In an interview with Minval.az this week, Minister Mammadyarov shared his views on different aspects of the conflict, saying the Armenian side may try to hamper the negotiation process, but diplomacy could still lead to a settlement.
“As a person who has been directly involved in negotiations for many years, I personally believe that there is an opportunity to resolve the conflict through negotiations, it is only necessary for the parties to show political will,” he said. “If we want peace, security, normal good neighborly relations and, finally, progress, then the grave consequences of the conflict must be eliminated, and states must respect each other's territorial integrity within their internationally recognized borders. There is no other formula for the world."
The conflict in the Nagorno-Karabakh region of Azerbaijan began in the late 1980s following Armenia's ungrounded claims to the region which is an internationally recognized as part of the sovereign territory of Azerbaijan. In 1991, a war broke out between the two countries as Armenia launched a full-fledged military campaign against Azerbaijan after the dissolution of the Soviet Union. The so-called pretext for the military intervention was illegal claims to the Azerbaijani region where partial Armenian population was living next to indigenous Azerbaijanis.
The bloody war stopped with a ceasefire in 1994. By that time, Armenia occupied the Nagorno-Karabakh region and seven surrounding districts of Azerbaijan, which comprise 20 percent of the country’s internationally recognized territory. More than 30,000 ethnic Azerbaijanis were killed during the war, while one million people were displaced.
The government of Azerbaijan has been actively seeking a political solution to the conflict since the negotiation process kicked off in 1994, involving international mediators from the U.S., France, and Russia under the OSCE Minsk Group. Minister Mammadyarov said Azerbaijan's position remains unchanged as it calls for liberating the internationally recognized territories of Azerbaijan and restoring the rights of the internally displaced Azerbaijanis. Armenia, however, refuses to agree to these terms.
“The occupying country has so far voiced many statements, completely groundless, misleading, and aimed at deceiving the international community. Feeling driven into a dead-end in the framework of the negotiation process, Armenia is taking steps to disrupt it, carrying out provocations. This is what they want to achieve – to damage the negotiation process while shifting responsibility to Azerbaijan,” Mammadyarov said during the interview.
By keeping the Azerbaijani lands under occupation for nearly three decades, Armenia violates the demands of international law addressed in four resolutions adopted by the UN Security Council in 1993. The legally binding documents call for immediate and unconditional withdrawal of the Armenian military from the occupied territories of Azerbaijan. Armenia has failed to fulfill the resolutions, while it has also rejected the phased settlement proposal that was recently supported by Sergei Lavrov, Foreign Minister of Russia, which is one of the co-chairing countries of the OSCE Minsk Group.
Mammadyarov said the elements of a phased settlement include the liberation of the occupied territories around Nagorno-Karabakh, the return of Azerbaijanis expelled from these territories and the opening of communications between Azerbaijan and Armenia.
“It is supposed to provide conditions for the joint residence of both [Azerbaijani and Armenian] communities of the Nagorno-Karabakh region for some time, with consideration at subsequent stages of the status of the region in the framework of observing the territorial integrity of Azerbaijan,” the minister said.
“For the Armenian side, which claims that these elements were allegedly not discussed and that no document is lying on the negotiating table, instead of deceiving their compatriots, it would be better, without wasting time in vain, to prepare their own people for peace, as it agreed in the face of the international community," he added.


→ **What is needed**:
Your task is to print, exactly and only, the lines from the start of the entries below through the line with "Image is 757x371 pixels.". Include both ends, but skip the pictures.

→ **Excerpts from a dataset**:
_ _ _ _
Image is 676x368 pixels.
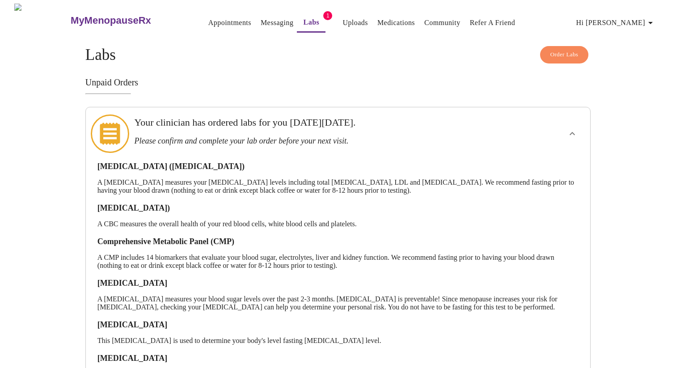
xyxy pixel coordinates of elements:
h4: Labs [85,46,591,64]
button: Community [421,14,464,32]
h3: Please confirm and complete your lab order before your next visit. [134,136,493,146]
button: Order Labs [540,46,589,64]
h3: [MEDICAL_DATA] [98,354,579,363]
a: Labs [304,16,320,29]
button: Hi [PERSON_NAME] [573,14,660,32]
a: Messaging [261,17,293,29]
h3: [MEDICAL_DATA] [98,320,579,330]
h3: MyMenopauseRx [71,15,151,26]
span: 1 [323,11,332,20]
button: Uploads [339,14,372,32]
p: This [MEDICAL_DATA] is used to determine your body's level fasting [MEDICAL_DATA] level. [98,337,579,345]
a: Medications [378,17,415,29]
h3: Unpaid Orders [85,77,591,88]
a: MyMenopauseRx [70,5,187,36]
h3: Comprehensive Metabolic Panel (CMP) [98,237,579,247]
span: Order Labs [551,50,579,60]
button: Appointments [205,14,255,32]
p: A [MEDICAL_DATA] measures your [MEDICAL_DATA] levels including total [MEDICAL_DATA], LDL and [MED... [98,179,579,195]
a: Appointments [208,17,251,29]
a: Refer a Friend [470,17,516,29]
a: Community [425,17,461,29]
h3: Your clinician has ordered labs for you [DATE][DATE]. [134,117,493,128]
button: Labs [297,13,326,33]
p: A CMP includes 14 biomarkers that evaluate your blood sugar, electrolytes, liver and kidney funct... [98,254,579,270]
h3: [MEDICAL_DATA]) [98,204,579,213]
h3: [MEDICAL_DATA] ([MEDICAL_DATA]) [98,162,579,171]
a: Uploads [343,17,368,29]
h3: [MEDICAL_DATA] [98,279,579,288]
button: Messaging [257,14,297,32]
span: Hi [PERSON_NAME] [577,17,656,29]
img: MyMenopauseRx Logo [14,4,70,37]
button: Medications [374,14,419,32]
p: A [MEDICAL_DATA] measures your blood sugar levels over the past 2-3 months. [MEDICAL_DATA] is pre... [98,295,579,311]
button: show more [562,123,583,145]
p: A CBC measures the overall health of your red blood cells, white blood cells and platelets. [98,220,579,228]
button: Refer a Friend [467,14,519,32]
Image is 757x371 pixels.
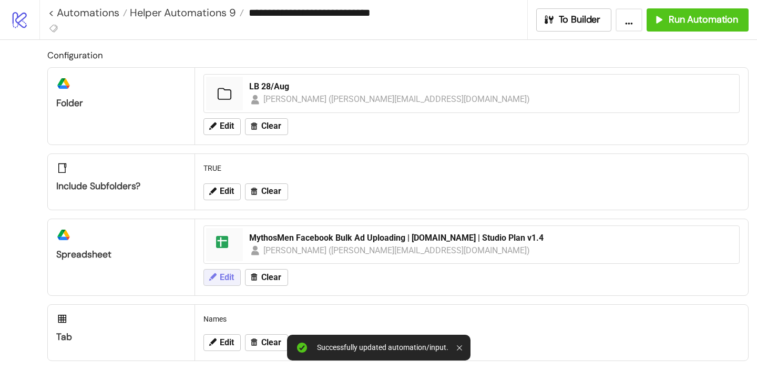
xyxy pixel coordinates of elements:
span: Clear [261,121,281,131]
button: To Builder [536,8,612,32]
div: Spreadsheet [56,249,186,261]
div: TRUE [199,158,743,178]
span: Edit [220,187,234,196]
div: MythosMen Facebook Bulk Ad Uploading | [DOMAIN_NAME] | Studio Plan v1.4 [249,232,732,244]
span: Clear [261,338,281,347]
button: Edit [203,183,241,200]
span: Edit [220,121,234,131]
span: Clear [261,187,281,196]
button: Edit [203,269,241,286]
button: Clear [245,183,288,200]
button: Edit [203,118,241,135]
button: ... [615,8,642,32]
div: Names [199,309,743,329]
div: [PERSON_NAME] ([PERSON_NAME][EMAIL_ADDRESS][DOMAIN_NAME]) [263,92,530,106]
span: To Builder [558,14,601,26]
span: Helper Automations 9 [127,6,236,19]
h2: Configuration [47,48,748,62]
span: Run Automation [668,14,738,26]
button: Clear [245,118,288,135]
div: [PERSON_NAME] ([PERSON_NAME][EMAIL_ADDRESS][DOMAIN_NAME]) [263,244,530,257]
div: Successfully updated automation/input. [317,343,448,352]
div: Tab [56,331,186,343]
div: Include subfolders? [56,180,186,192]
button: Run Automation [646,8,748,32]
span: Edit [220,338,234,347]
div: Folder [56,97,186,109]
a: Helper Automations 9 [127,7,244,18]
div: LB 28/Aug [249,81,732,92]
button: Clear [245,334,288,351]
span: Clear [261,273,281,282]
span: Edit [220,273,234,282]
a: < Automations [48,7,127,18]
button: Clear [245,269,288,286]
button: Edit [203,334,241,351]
_ _ _ _
→ **Your solution**:
Image is 676x368 pixels.
xyxy pixel coordinates of elements:
h4: Labs [85,46,591,64]
button: Community [421,14,464,32]
h3: Please confirm and complete your lab order before your next visit. [134,136,493,146]
button: Order Labs [540,46,589,64]
h3: [MEDICAL_DATA] [98,354,579,363]
a: Labs [304,16,320,29]
button: Hi [PERSON_NAME] [573,14,660,32]
a: Messaging [261,17,293,29]
h3: [MEDICAL_DATA] [98,320,579,330]
h3: MyMenopauseRx [71,15,151,26]
span: 1 [323,11,332,20]
button: Uploads [339,14,372,32]
p: This [MEDICAL_DATA] is used to determine your body's level fasting [MEDICAL_DATA] level. [98,337,579,345]
a: Medications [378,17,415,29]
h3: Unpaid Orders [85,77,591,88]
a: MyMenopauseRx [70,5,187,36]
h3: Comprehensive Metabolic Panel (CMP) [98,237,579,247]
span: Order Labs [551,50,579,60]
button: Appointments [205,14,255,32]
p: A [MEDICAL_DATA] measures your [MEDICAL_DATA] levels including total [MEDICAL_DATA], LDL and [MED... [98,179,579,195]
a: Appointments [208,17,251,29]
a: Refer a Friend [470,17,516,29]
a: Community [425,17,461,29]
h3: Your clinician has ordered labs for you [DATE][DATE]. [134,117,493,128]
button: Labs [297,13,326,33]
p: A CMP includes 14 biomarkers that evaluate your blood sugar, electrolytes, liver and kidney funct... [98,254,579,270]
h3: [MEDICAL_DATA]) [98,204,579,213]
h3: [MEDICAL_DATA] ([MEDICAL_DATA]) [98,162,579,171]
a: Uploads [343,17,368,29]
h3: [MEDICAL_DATA] [98,279,579,288]
button: Messaging [257,14,297,32]
span: Hi [PERSON_NAME] [577,17,656,29]
img: MyMenopauseRx Logo [14,4,70,37]
button: Medications [374,14,419,32]
p: A [MEDICAL_DATA] measures your blood sugar levels over the past 2-3 months. [MEDICAL_DATA] is pre... [98,295,579,311]
button: show more [562,123,583,145]
p: A CBC measures the overall health of your red blood cells, white blood cells and platelets. [98,220,579,228]
button: Refer a Friend [467,14,519,32]
Image is 757x371 pixels.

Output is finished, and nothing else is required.